Born into slavery, Ramdhane went to school as his masters had no need of him. He later convinced his family to leave.
“It’s the only solution. It might take 100 years, but that’s what must be done,” he said.
Mahjoub, director of Tadamoun agency, agreed that education was a priority and said government had created at least 60 schools since 2014, mostly for former slaves.
But inequality is still stark.
State schools for mainly Haratines often lack teachers or fall into disrepair; white Moors opt for private school.
Some ex-slaves also keep children at home because they do not think schooling is important, added Ramdhane.
Generations on
Essatim makes a few dollars every now and then by sewing cloth into scarves to sell in the market. Her husband, Moctar Meimoune, finds work as a taxi driver every few months.
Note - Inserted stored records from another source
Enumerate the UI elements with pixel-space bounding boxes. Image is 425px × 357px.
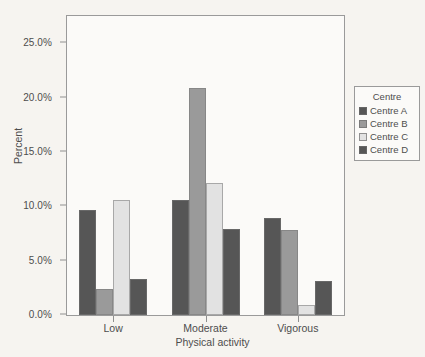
bar[interactable] (281, 230, 298, 315)
legend-label: Centre B (370, 118, 408, 129)
x-axis-title: Physical activity (0, 336, 425, 348)
legend-swatch-icon (359, 133, 367, 141)
legend-label: Centre C (370, 131, 408, 142)
x-axis-tick-label: Vigorous (277, 322, 318, 334)
legend-swatch-icon (359, 107, 367, 115)
legend-label: Centre D (370, 144, 408, 155)
legend-entry[interactable]: Centre D (359, 144, 415, 155)
legend: Centre Centre ACentre BCentre CCentre D (354, 86, 420, 161)
bar[interactable] (96, 289, 113, 315)
legend-entry[interactable]: Centre B (359, 118, 415, 129)
legend-title: Centre (359, 91, 415, 102)
x-axis-tick-label: Low (104, 322, 123, 334)
y-axis-tick-label: 10.0% (23, 200, 52, 211)
bar[interactable] (113, 200, 130, 315)
y-axis-tick-label: 20.0% (23, 91, 52, 102)
y-axis-tick-label: 0.0% (29, 309, 52, 320)
bars-layer (67, 16, 344, 315)
bar[interactable] (206, 183, 223, 315)
bar[interactable] (130, 279, 147, 315)
bar[interactable] (264, 218, 281, 315)
bar[interactable] (79, 210, 96, 315)
legend-entries: Centre ACentre BCentre CCentre D (359, 105, 415, 155)
bar[interactable] (223, 229, 240, 315)
y-axis-tick-label: 25.0% (23, 37, 52, 48)
y-axis-tick-label: 15.0% (23, 145, 52, 156)
bar-group (172, 16, 240, 315)
bar-group (264, 16, 332, 315)
bar[interactable] (172, 200, 189, 315)
bar[interactable] (315, 281, 332, 315)
legend-entry[interactable]: Centre A (359, 105, 415, 116)
bar[interactable] (298, 305, 315, 315)
legend-swatch-icon (359, 120, 367, 128)
bar-group (79, 16, 147, 315)
chart-page: Percent 0.0%5.0%10.0%15.0%20.0%25.0% Phy… (0, 0, 425, 357)
legend-label: Centre A (370, 105, 407, 116)
legend-entry[interactable]: Centre C (359, 131, 415, 142)
bar[interactable] (189, 88, 206, 315)
y-axis-tick-labels: 0.0%5.0%10.0%15.0%20.0%25.0% (0, 15, 60, 316)
legend-swatch-icon (359, 146, 367, 154)
x-axis-tick-label: Moderate (183, 322, 227, 334)
y-axis-tick-label: 5.0% (29, 254, 52, 265)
“Yesterday there was no dinner and today there won’t be any,” she said, her children gathered listlessly around.
The shack, four slat walls with a tent attachment, is not theirs. Meimoune fears eviction, and has no fallback.
“I do not ask the government to help me, because if it wanted to, it would have helped the people before me,” he said.
All around sit similar shacks, separated from downtown by a long road cutting through a wasteland strewn with rubbish. Some slum residents might be one or two generations out of slavery, said Sow, but have little to show for it.
“The case of Mbarka is the case of almost all black Mauritanians,” he said. “We see black school, white school, black neighborhood, white neighborhood – that’s apartheid in West Africa.”
Yet after slavery, life feels good to Essatim. “I feel happy. I’m with my children and that brings me happiness,” she said, rocking her baby in her tiny, empty home.